Literally, when we just finished the landscaping and we were enjoying the beauty of our labor, the flowers and shrubs, and the bounty of our labor, the cherries, I fell off the ladder and broke my leg. I had a lateral break in my tibia, my tibia plateau decompressed and I tore my ACL off of the bone. Surgery rebuilt all that was destroyed. My leg was reconstructed with plates and pins.

In all my years, I never felt such pain. It was overwhelming. And not only was it overwhelming, it was exhausting! The fatigue hit me like a Mac truck. The great majority of my healing was from the end of July to the end of October. The ache or discomfort and my limp lessened all through November and in late December, I noticed what remained was a slight limp.

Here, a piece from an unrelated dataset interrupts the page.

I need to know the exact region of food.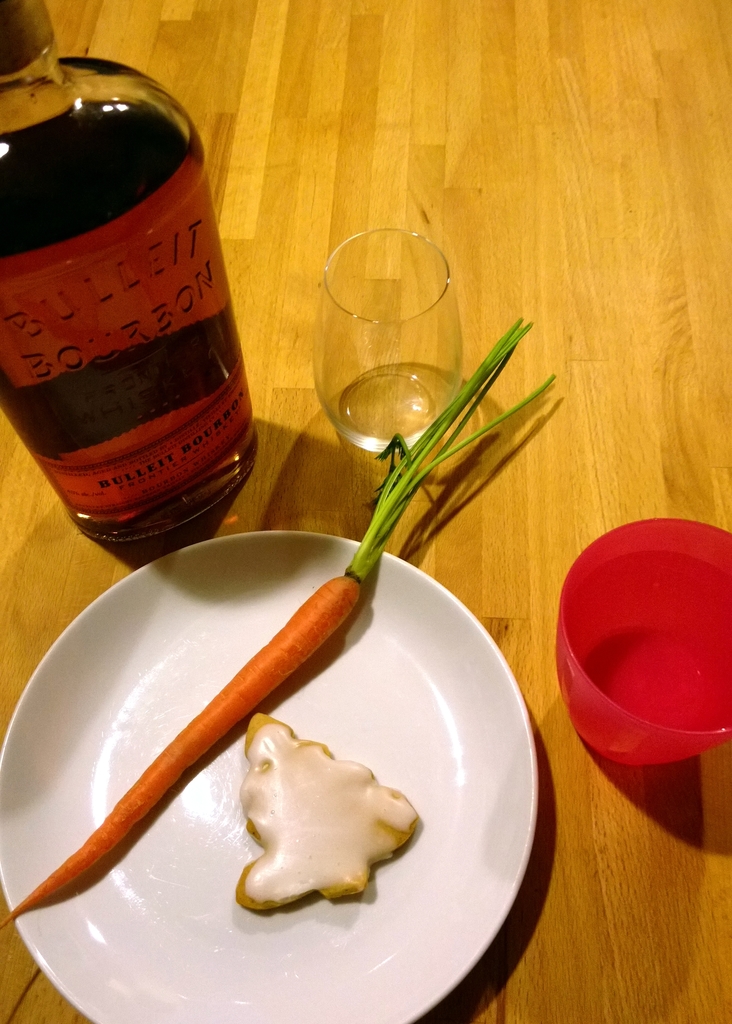
Region: bbox=[217, 736, 417, 924].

This accident and recovery distracted me from my cancer. My thought and energy was on my leg. Toward the end of my healing, I began to spend more and more time thinking about my cancer.

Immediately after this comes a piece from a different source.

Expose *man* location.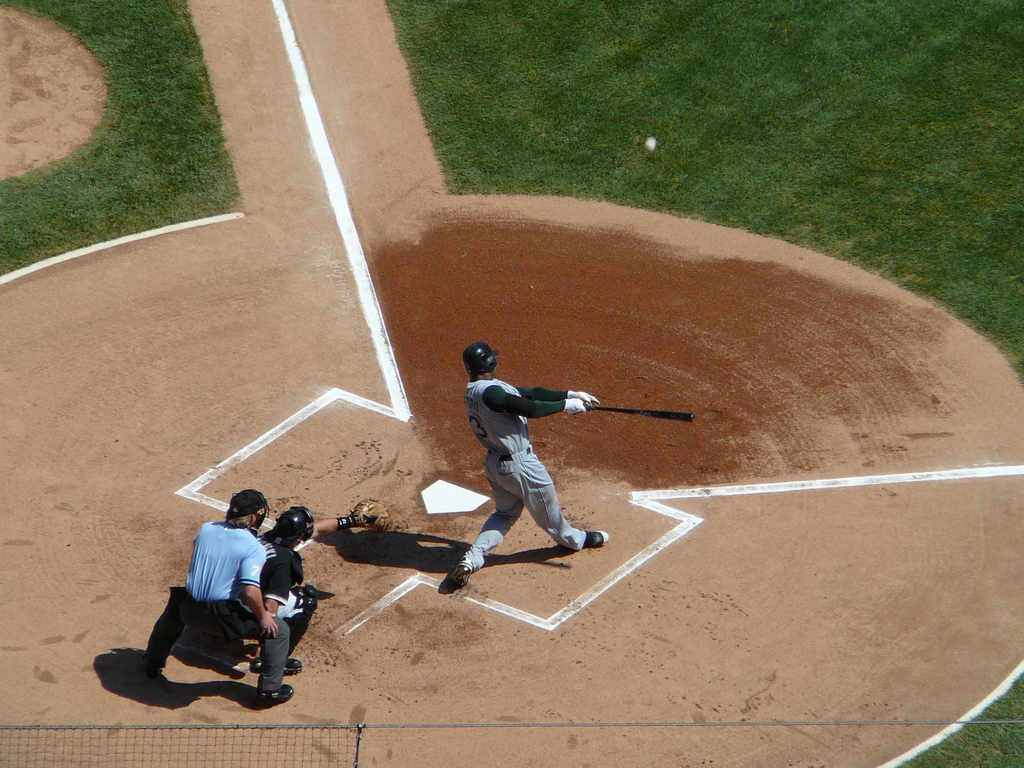
Exposed at locate(132, 487, 309, 715).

I was in complete remission and my leg was better so I began to focus my attention on other people who had cancer – I had this driving passion to help them.  I met with cancer patient/survivors personally.  Most often they wanted to hear about my experience. I also attended our cancer support group and actively contributed to our discussions.

If I couldn’t physically be with people, I participated in on line discussion forums and I volunteered to be a telephone mentor through the Bone Marrow Unit at Huntsman. I was distracting myself again, all my thought and energy was expended on other people. It was an odd time and one I am now exploring.

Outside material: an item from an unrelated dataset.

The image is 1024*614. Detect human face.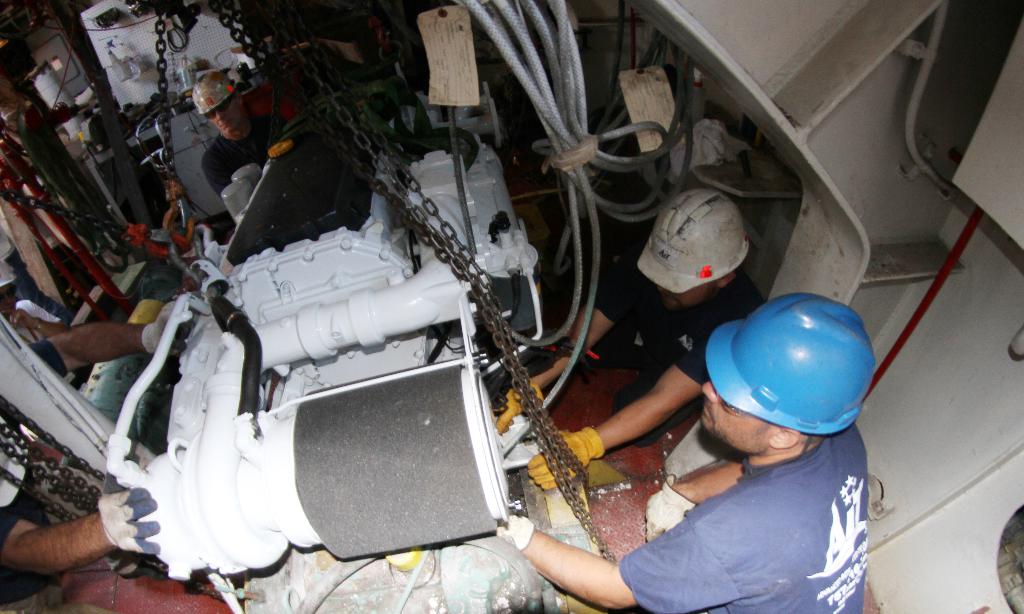
Detection: 208,96,246,134.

I think I was superimposing my fear and pain on to others by disguising it as “helping” them get through their fear and pain.  In an odd way, I wanted them to answer my questions about me.  I wanted to ask them three questions. One, if the cancer recurred how would you determine what action to take? Another type of chemotherapy that makes you feel sick and crappy or another form of treatment? How would you choose quality of life verses quantity of life? Dying more quickly and naturally or a prolonged death being kept alive by drugs and transfusions? Two, how/when do you know enough is enough? (kind of the same as one) And three, discuss the reality of death and dying. I thought I was being helpful to them but really this was all about me, me and my curiosity and my grasping for answers to these questions.

I believe before my anxiety and stress manifested, I was becoming more and more obsessed with these issues and perhaps even a little manipulative with others. I wanted to make my problem their problem, I wanted them to answer my questions. I wanted answers and really nobody could give me answers. As my frustration grew, my doubt grew; I began to feel guilty and I felt ashamed. I realized I was not as strong as I thought I was and I had not overcome the psychological aftermath but was feeling the vortex pull me down again. I wanted answers but nobody could give me answers.

Why, after a year and a half was I still suffering? Shouldn’t I have overcome all of this by now? Does anybody else struggle like me? Do they think of these things? Doesn’t anybody talk honestly and openly about these issues or do we always have the “hope” that possibly some new drug will come along to save us? Stupid questions, selfish questions especially when there are women I know dying from cancer. Stupid, selfish questions – I should be grateful I am alive and in complete remission.

And I broke. I am not strong, but I am broken and afraid. I hurt and there is this deep, deep pain hiding in me.

 

2 comments on “Your fear and pain is my disguise

  1. peaceforthejourney says:

    I’m so glad to know that God is continuing to use your cancer/words to bless and encourage the hearts of others who are walking a similar road. I continue to plug along, ups and downs along the way. August 23rd marked three years since date of diagnosis. It was a very lonely day for me; life is moving on, but many days, I don’t seem to be making much headway. Blessings and peace, friend.

    • Cyndi Heath says:

      Elaine,
      We soldier on together! The memories of our cancer are slowly softening, perhaps they even seem surreal . . . Yes, there is a sense of loneliness and wonder when our anniversaries come and then go. May God continue to bless you and your writings – they continue to be excellent and thought provoking!